#### Activity:
Your job here is to restate every record exactly, pictures excluded.

[Excerpted records Boundary: Start]

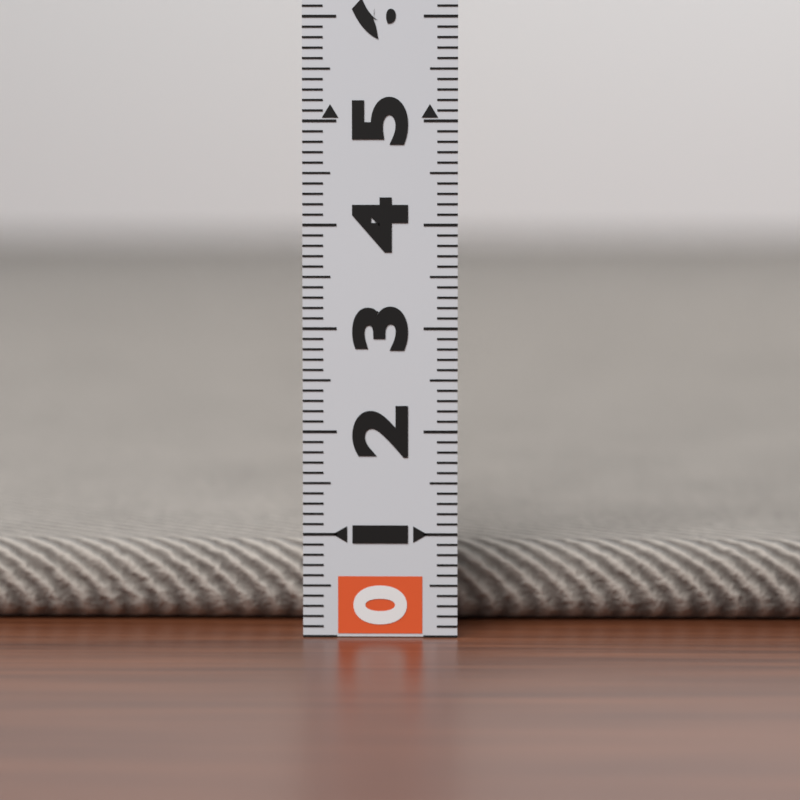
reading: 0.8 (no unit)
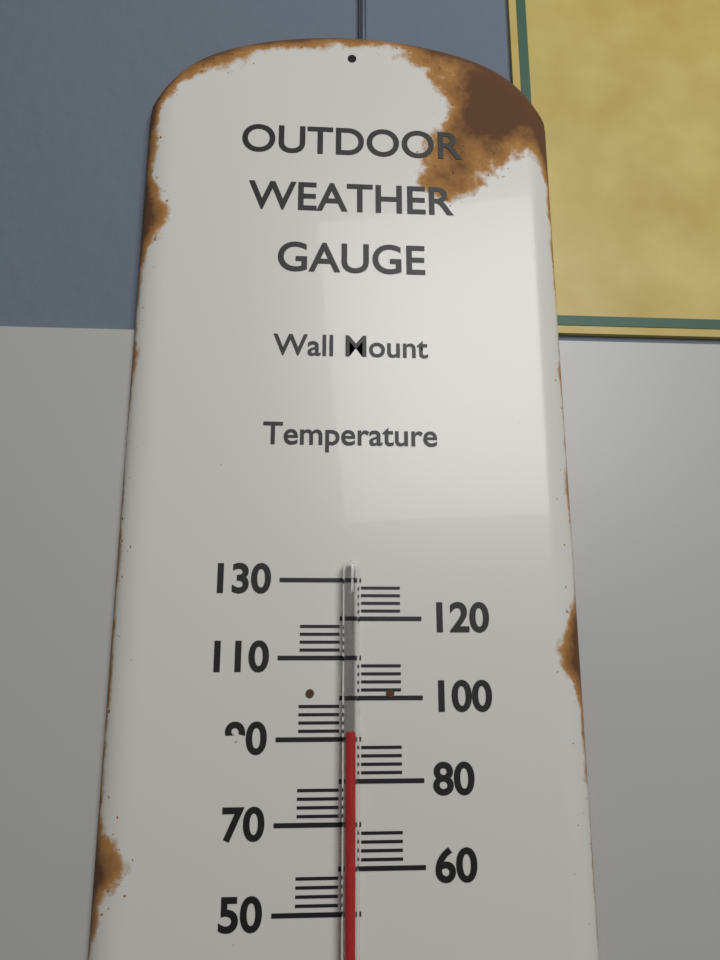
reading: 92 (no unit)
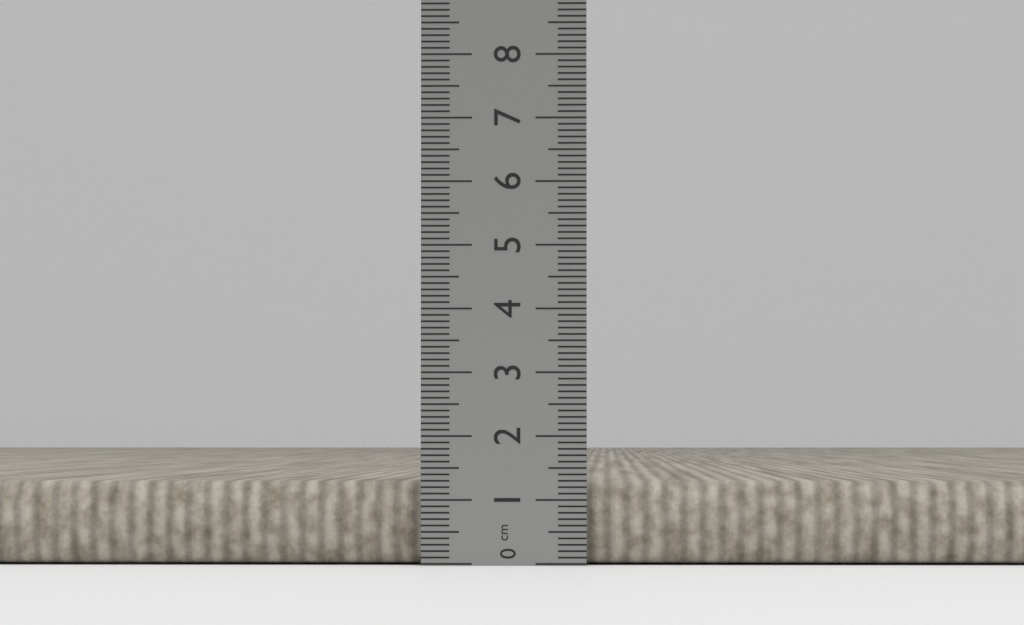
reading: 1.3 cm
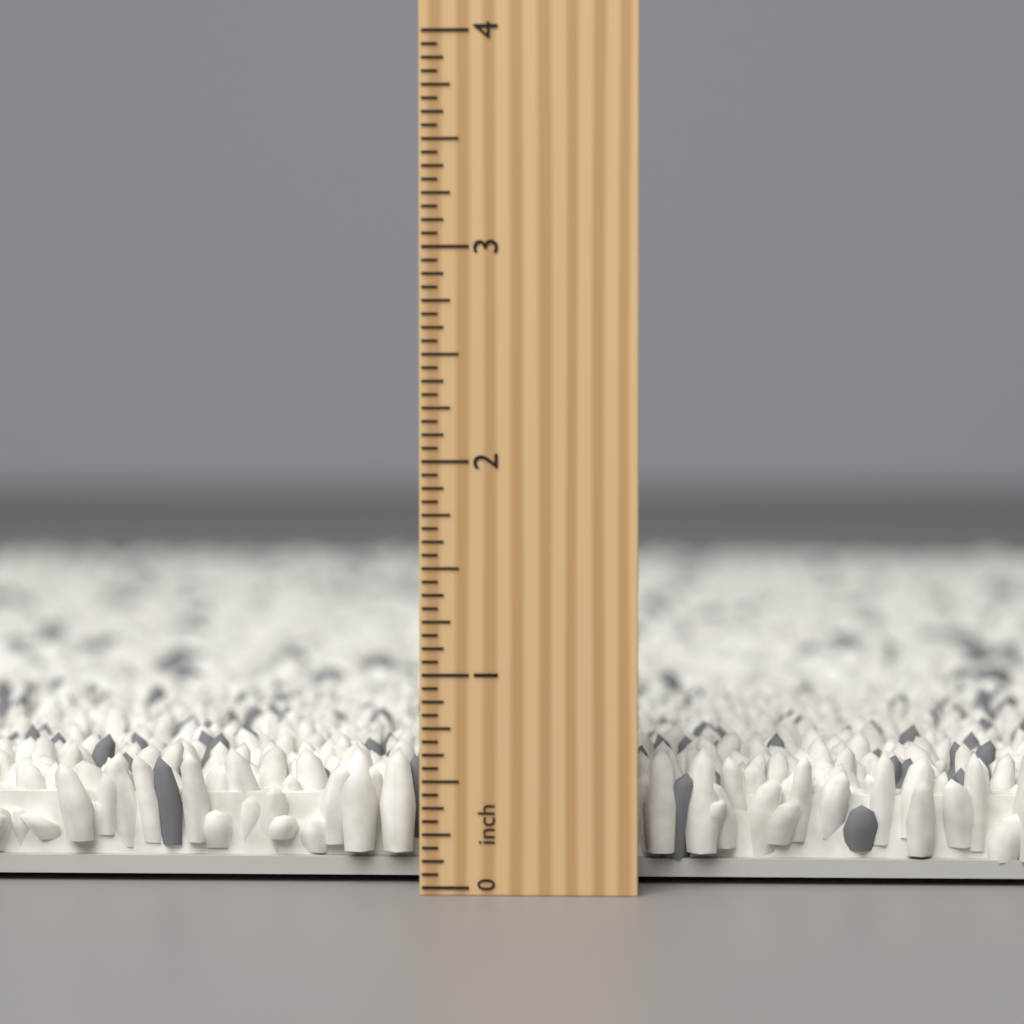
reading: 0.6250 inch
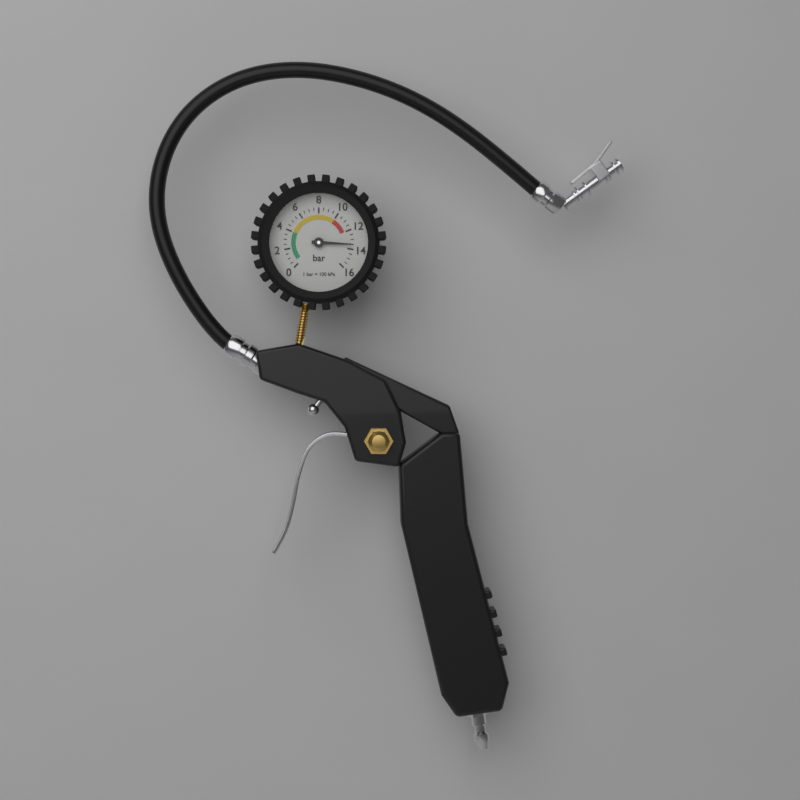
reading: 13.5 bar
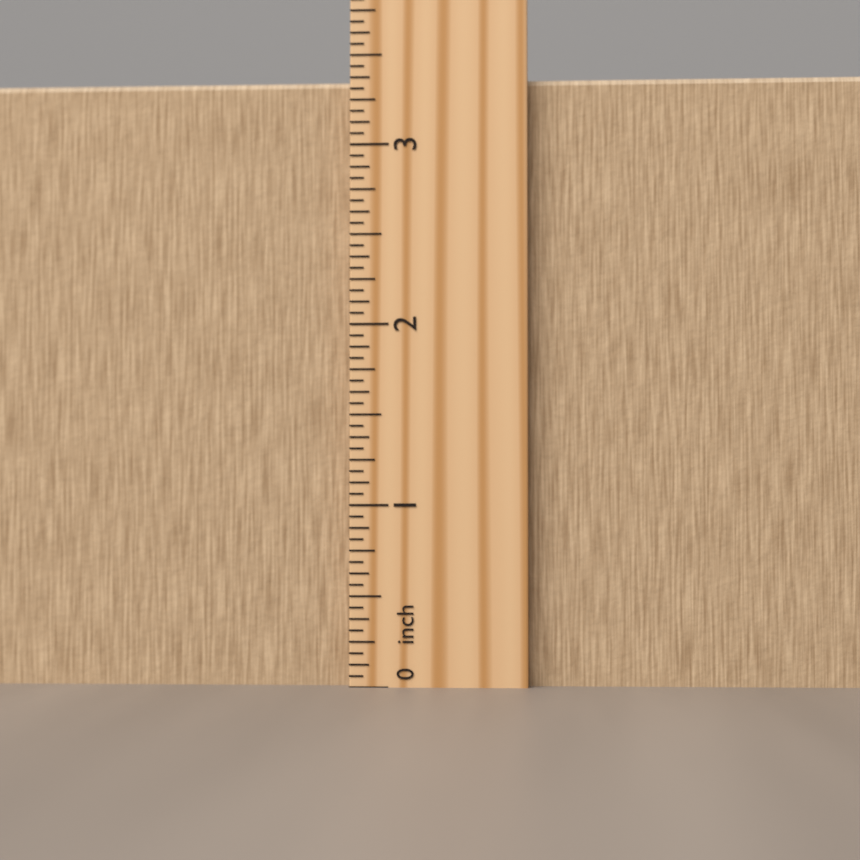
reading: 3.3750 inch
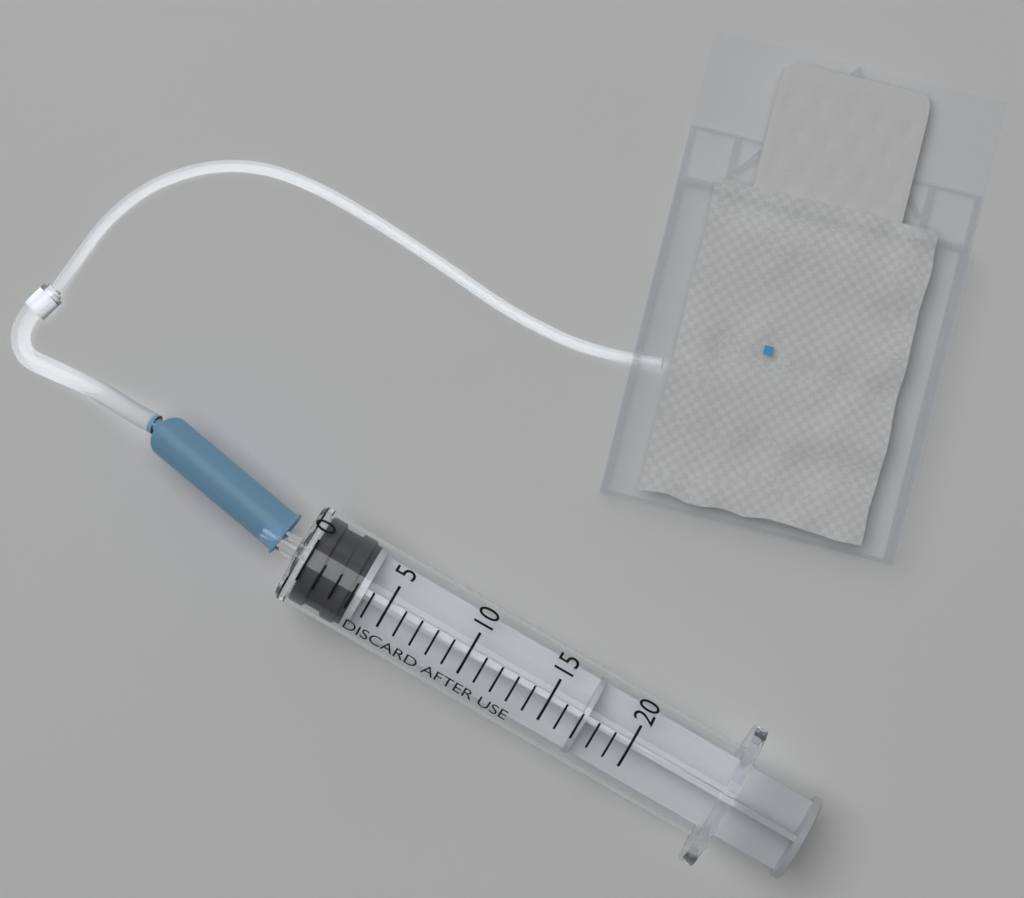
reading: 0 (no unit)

[Excerpted records Boundary: End]

#### Response to this exercise:
reading: 0.8 (no unit)
reading: 92 (no unit)
reading: 1.3 cm
reading: 0.6250 inch
reading: 13.5 bar
reading: 3.3750 inch
reading: 0 (no unit)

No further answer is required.